By every stone in Charleston Bay, By each beleaguered town, We swear to rest not, night nor day, But hunt the tyrants down!
Rebel arms shall win the fight, Rebel prayers defend us; Rebel maidens greet us home, When tyrants no more rend us.
The superiority of the Americans over the Spaniards as fighting men is known throughout the islands Spain oppressed; and the bonds of the tyrants have been broken.
He regards them both as the enemies of reasoning and abstraction, though in the case of Euripides more with reference to his immoral sentiments about tyrants and the like.
And therefore every care must be taken that our auxiliaries, being stronger than our citizens, may not grow to be too much for them and become savage tyrants instead of friends and allies?
Why, because he is the author of the pregnant saying, 'Tyrants are wise by living with the wise;' and he clearly meant to say that they are the wise whom the tyrant makes his companions.
There is no need to suppose that he drew from life; or that his knowledge of tyrants is derived from a personal acquaintance with Dionysius.
The Greek tyrants were not insensible to the importance of awakening in their cause a Pseudo-Hellenic feeling; they were proud of successes at the Olympic games; they were not devoid of the love of literature and art.
When once we are fairly rid of our tyrants then it will be time enough to turn out these English.
The eulogiums which he lavishes on them are so extravagant that at present they would excite indignation if he had even given them to legitimate princes, his benefactors, instead of to tyrants, and to his tyrants in particular.
Pisistratus at Athens; a period of tyrants like Cypselus and Pisistratus himself, men of strong, sometimes unscrupulous individuality, but often also acute and cultivated patrons of the arts.
He was also the author of a History of the Tyrants of Ephesus.

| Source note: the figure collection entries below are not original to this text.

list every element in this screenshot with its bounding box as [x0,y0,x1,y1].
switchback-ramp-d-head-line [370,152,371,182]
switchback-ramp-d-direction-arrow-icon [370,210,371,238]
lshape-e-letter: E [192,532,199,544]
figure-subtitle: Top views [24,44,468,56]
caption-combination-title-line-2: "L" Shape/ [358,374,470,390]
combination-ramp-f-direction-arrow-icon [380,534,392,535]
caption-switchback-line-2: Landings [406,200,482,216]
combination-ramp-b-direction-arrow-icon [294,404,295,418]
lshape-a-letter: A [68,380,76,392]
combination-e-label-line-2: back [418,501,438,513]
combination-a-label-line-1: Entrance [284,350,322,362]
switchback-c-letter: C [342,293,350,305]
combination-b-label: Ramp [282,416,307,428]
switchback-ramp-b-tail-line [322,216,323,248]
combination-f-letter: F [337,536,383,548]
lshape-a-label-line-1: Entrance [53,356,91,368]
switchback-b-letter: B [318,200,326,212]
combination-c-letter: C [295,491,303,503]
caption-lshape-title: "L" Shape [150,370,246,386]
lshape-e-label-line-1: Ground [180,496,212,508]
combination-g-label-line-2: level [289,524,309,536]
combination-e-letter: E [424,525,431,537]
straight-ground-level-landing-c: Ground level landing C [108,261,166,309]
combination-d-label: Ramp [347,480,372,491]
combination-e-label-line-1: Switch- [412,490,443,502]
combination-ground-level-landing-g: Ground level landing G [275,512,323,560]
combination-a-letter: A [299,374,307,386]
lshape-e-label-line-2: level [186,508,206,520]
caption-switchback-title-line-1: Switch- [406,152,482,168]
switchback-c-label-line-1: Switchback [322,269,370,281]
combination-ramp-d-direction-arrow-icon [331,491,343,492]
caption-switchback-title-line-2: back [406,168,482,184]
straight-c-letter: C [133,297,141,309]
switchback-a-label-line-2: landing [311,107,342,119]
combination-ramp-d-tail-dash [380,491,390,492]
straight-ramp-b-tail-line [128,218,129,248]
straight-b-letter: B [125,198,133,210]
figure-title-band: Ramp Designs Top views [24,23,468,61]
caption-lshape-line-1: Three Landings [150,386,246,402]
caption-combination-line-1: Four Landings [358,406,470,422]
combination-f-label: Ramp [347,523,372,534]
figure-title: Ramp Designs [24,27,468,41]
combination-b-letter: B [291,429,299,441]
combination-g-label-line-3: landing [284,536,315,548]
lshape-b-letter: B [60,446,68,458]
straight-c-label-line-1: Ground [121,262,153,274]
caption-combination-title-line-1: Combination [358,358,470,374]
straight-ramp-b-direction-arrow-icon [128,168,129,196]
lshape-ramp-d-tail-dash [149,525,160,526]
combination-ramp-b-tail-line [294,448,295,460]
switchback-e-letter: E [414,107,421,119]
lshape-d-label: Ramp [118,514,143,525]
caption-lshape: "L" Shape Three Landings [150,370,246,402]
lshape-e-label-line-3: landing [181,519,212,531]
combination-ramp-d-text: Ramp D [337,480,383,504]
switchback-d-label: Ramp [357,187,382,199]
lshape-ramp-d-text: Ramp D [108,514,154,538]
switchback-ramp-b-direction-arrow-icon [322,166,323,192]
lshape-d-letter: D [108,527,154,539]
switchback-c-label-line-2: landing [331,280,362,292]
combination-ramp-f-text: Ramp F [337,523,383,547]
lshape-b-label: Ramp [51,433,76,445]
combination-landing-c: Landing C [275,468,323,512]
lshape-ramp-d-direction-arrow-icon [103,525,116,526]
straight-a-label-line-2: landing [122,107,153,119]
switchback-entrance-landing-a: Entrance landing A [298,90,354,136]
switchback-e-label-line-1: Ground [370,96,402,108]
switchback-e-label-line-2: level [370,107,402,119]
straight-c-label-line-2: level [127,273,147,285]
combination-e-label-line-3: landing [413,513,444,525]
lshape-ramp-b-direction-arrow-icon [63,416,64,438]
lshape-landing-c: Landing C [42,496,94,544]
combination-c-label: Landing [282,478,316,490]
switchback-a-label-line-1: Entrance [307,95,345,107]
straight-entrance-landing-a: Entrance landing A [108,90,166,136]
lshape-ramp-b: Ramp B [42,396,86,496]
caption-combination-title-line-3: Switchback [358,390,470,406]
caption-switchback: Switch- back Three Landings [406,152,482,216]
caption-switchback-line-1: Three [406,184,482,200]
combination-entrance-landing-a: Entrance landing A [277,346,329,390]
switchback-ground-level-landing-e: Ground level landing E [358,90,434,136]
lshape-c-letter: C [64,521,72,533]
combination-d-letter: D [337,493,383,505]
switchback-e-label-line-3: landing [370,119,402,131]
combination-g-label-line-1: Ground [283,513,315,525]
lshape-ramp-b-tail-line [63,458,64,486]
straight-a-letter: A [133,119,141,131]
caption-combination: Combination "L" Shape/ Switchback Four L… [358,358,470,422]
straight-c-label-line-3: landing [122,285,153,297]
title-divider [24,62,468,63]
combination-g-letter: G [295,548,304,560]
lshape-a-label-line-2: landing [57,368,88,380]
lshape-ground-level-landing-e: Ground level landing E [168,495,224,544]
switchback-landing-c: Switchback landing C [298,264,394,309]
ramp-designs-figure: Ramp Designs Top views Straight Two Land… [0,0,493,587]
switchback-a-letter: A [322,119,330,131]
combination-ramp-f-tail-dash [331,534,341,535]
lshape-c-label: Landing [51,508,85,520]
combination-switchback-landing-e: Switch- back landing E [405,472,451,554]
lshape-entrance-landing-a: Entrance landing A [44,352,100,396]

During the Mithridatic war, the king set over them such tyrants as he pleased.
Which envious eld forbore, and tyrants left to stand.
Can tyrantsbut by tyrants conquered be, And Freedom find no champion and no child Such as Columbia saw arise when she Sprung forth a Pallas, armed and undefiled?

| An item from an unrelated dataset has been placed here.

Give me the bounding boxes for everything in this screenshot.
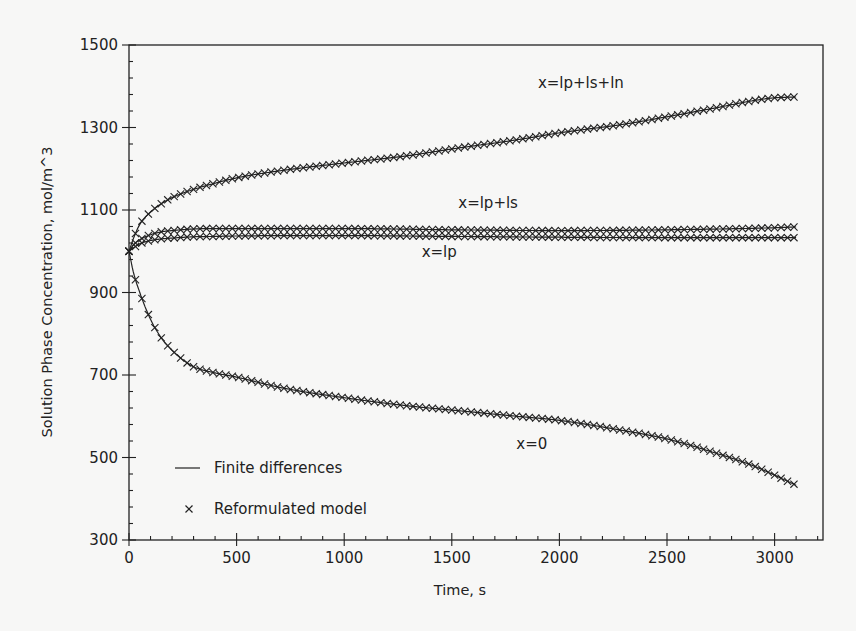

The broken tools, thattyrants cast away By myriads, when they dare to pave their way With human hearts--to what?
Saw ye not whom the reeking sabre smote; Nor saved your brethren ere they sank beneath Tyrantsand tyrants' slaves?

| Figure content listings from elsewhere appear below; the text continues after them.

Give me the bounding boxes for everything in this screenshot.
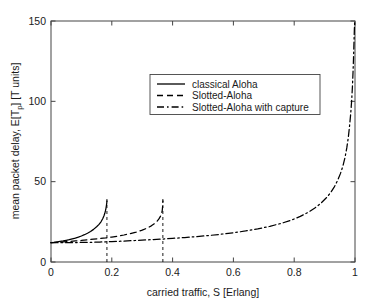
x-tick-label: 1 bbox=[352, 266, 358, 278]
x-tick-label: 0 bbox=[48, 266, 54, 278]
x-tick-label: 0.6 bbox=[226, 266, 241, 278]
y-tick-label: 100 bbox=[28, 95, 46, 107]
line-chart: 00.20.40.60.81 050100150 carried traffic… bbox=[0, 0, 369, 308]
y-tick-label: 150 bbox=[28, 15, 46, 27]
x-tick-label: 0.8 bbox=[287, 266, 302, 278]
y-tick-label: 50 bbox=[34, 175, 46, 187]
legend-label: Slotted-Aloha bbox=[192, 90, 252, 101]
legend-label: classical Aloha bbox=[192, 79, 258, 90]
x-tick-label: 0.2 bbox=[104, 266, 119, 278]
legend-label: Slotted-Aloha with capture bbox=[192, 102, 309, 113]
figure-container: 00.20.40.60.81 050100150 carried traffic… bbox=[0, 0, 369, 308]
plot-frame bbox=[51, 21, 355, 262]
chart-legend: classical AlohaSlotted-AlohaSlotted-Aloh… bbox=[150, 75, 320, 115]
y-tick-label: 0 bbox=[40, 256, 46, 268]
x-axis-title: carried traffic, S [Erlang] bbox=[147, 286, 260, 298]
x-tick-label: 0.4 bbox=[165, 266, 180, 278]
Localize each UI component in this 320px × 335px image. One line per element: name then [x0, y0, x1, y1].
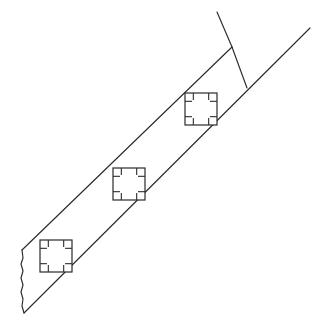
line-diagram [0, 0, 320, 335]
figure-canvas [0, 0, 320, 335]
component-body [40, 240, 72, 272]
component-symbol[interactable] [185, 93, 217, 125]
component-body [113, 168, 145, 200]
component-body [185, 93, 217, 125]
component-symbol[interactable] [40, 240, 72, 272]
component-symbol[interactable] [113, 168, 145, 200]
diagram-background [0, 0, 320, 335]
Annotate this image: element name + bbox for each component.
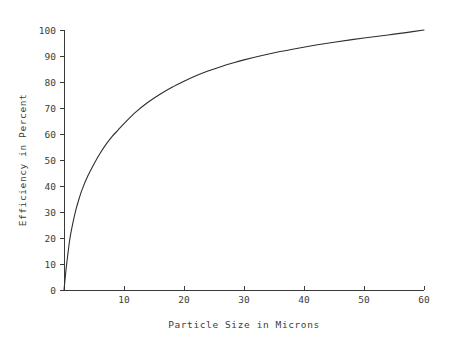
chart-page: 0102030405060708090100 102030405060 Part… — [0, 0, 449, 340]
y-tick-label: 40 — [45, 181, 57, 192]
y-tick-label: 50 — [45, 155, 57, 166]
y-tick-label: 90 — [45, 51, 57, 62]
x-tick-label: 20 — [178, 294, 190, 305]
x-axis-title: Particle Size in Microns — [168, 319, 320, 330]
chart-background — [0, 0, 449, 340]
x-tick-label: 50 — [358, 294, 370, 305]
x-tick-label: 60 — [418, 294, 430, 305]
y-tick-label: 60 — [45, 129, 57, 140]
x-tick-label: 40 — [298, 294, 310, 305]
y-axis-title: Efficiency in Percent — [17, 94, 28, 227]
y-tick-label: 80 — [45, 77, 57, 88]
y-tick-label: 10 — [45, 259, 57, 270]
efficiency-vs-particle-size-chart: 0102030405060708090100 102030405060 Part… — [0, 0, 449, 340]
x-tick-label: 30 — [238, 294, 250, 305]
y-tick-label: 0 — [50, 285, 56, 296]
y-tick-label: 30 — [45, 207, 57, 218]
x-tick-label: 10 — [118, 294, 130, 305]
y-tick-label: 100 — [39, 25, 56, 36]
y-tick-label: 20 — [45, 233, 57, 244]
y-tick-label: 70 — [45, 103, 57, 114]
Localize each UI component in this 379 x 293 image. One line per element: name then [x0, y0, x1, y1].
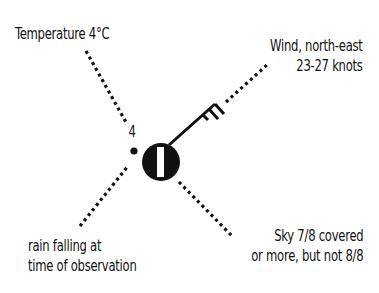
sky-label: Sky 7/8 covered or more, but not 8/8: [251, 226, 363, 266]
sky-label-line1: Sky 7/8 covered: [251, 226, 363, 246]
rain-leader-line: [80, 166, 128, 226]
temperature-label-text: Temperature 4°C: [15, 25, 109, 43]
wind-label-line1: Wind, north-east: [270, 36, 363, 56]
sky-leader-line: [179, 182, 232, 236]
cloud-cover-circle-icon: [142, 143, 180, 181]
temperature-label: Temperature 4°C: [15, 24, 109, 44]
rain-dot-icon: [130, 147, 137, 154]
rain-label-line1: rain falling at: [28, 236, 137, 256]
rain-label-line2: time of observation: [28, 256, 137, 276]
sky-label-line2: or more, but not 8/8: [251, 246, 363, 266]
station-model-diagram: 4 Temperature 4°C Wind, north-east 23-27…: [0, 0, 379, 293]
leader-lines: [80, 51, 268, 236]
wind-leader-line: [226, 64, 268, 102]
temperature-leader-line: [86, 51, 127, 124]
rain-label: rain falling at time of observation: [28, 236, 137, 276]
wind-label-line2: 23-27 knots: [270, 56, 363, 76]
wind-label: Wind, north-east 23-27 knots: [270, 36, 363, 76]
wind-barb-icon: [169, 104, 224, 145]
temperature-value: 4: [129, 124, 136, 140]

The cause of order is the cause of liberty; tyrantsand thieves alone thrive by confusion.
Pity is the virtue of the law, / And none but tyrantsuse it cruelly.
Kings will betyrants from policy, when subjects are rebels from principle.
For pity is the virtue of the law, / And none but tyrants use it cruelly.
For these reasons, and in order that life might not cease, women should seek to turn their husbands into women; then they would be tyrants and their husbands would be slaves, and life would be renewed for a further period.
The gory sanction of his Glory stains The rust which tyrants cherish on our chains.
The above list will hopefully give you a few useful examples demonstrating the appropriate usage of "tyrants" in a variety of sentences. We hope that you will now be able to make sentences using this word.